In digital graphic style illustration, the silhouette of the object is generalized by a geometrical approach, which provides clear information about the object, resulting in a direct and objective pictorial atmosphere (fig. 1).[8] Therefore, to figure out other ways to generalize the silhouette of the object besides the geometrical approach becomes the first task that many Chinese illustrators investigate when exploring their visual language.
2.1.1 Applying the writing feature to deform a realistic silhouette
Yingda Dong (董颖达) did his high school study in the arts in Beijing.In China, most art students in high school go through a long period of studying “realistic” portrait drawing. The training follows the Soviet tradition of social realistic art (fig. 2). In this style, the silhouette of the portrait precisely presents how the outline of the model looks. In Yingda Dong’s work Portrait of Norman Reedus (fig. 3), he follows this tradition, depicting the silhouette in a way that is almost identical to a portrait in photography.
In comparison to this, Yingda Dong states, “when I came to Belgium study at LUCA School of Arts in Ghent, I incorporated the line tradition of Chinese Xieyi painting (or “written idea” form) [fig. 4] to “write” the outline of the shape, but still with the aim of presenting an accurate silhouette of the model. In my series Redrawing Guernica (fig.5 ), this integration of two traditions allows the image to generate a paradoxical atmosphere of both consequential seriousness and undefined spontaneity.”[9]
2.1.2 Applying the writing feature to deform a symbolic
Chinese comic artist and illustrator Anusman, previously known as Wang Shuo (王烁), finished his first bachelor’s degree in printmaking at Tsinghua University in Beijing. After graduation, he went to Annecy in France, where he first did his second bachelor’s in fine arts at Annecy School of Arts, and then in Angouleme he completed his masters degree in comics at European School of Visual Arts.
In his illustrations and comics, Anusman applies a combination of the Chinese writing feature together with geometric shapes to generalize the silhouette of his characters. For instance, in his book 门先生 (Mr. Door), he made the silhouette of the character’s face into a circle, in which the eyes sometimes appear as two dots (fig. 6). Based on this geometrical approach, Anusman further deforms the shapes in the process of “writing” the characters. He draws the outline of the shape with a combination of a few transitional lines that detach the silhouette of the character from the precise shape of a realistic model (fig. 7). This technique corresponds to “quitting form to achieve resemblance” proposed by Chinese poet Sikong Tu (司空图) [837-908] in The Album of Sikong Tu’s Modes of Poetry[10]: not being bound by the similarity of form but even conveying the “inner divinity” of the object through its deformation. Therefore, with the combination of these two methods, the characters in Anusman’s drawings are in a livelier state, which suits the atmosphere of his stories: Through the eyes of Mr. Door, an ordinary person who lives in the big city, the story of the unexceptional life of a small character in the era of change is told in a way that is humorous and lively, with even a touch of irony.

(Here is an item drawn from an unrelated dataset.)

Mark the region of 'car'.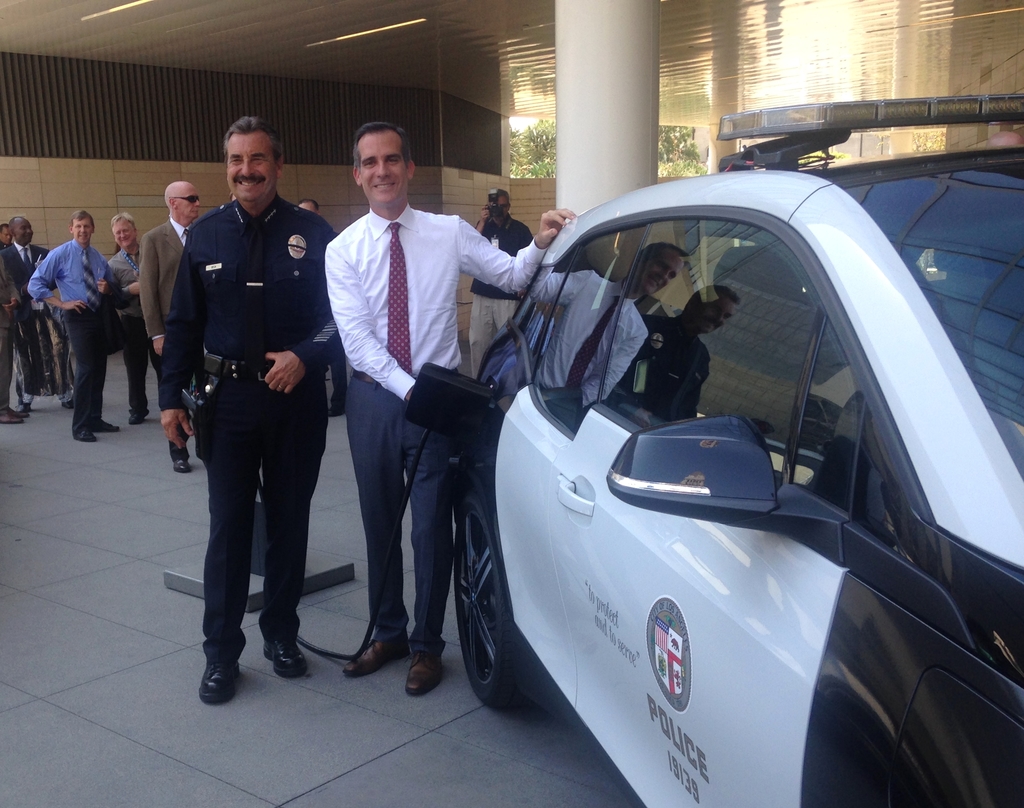
Region: 398, 90, 1023, 807.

2.2 The vague, drab, and indistinct on contour line[11]
In digital graphic style illustration, the contour line of the shape has the visual feature of being clean, smooth, and opaque. This feature of digital graphic style illustration is based on the imitation of the characteristics in screen printing (fig. 8). The clarity of the contour line of particular shapes is an important part of illustrators’ explorations.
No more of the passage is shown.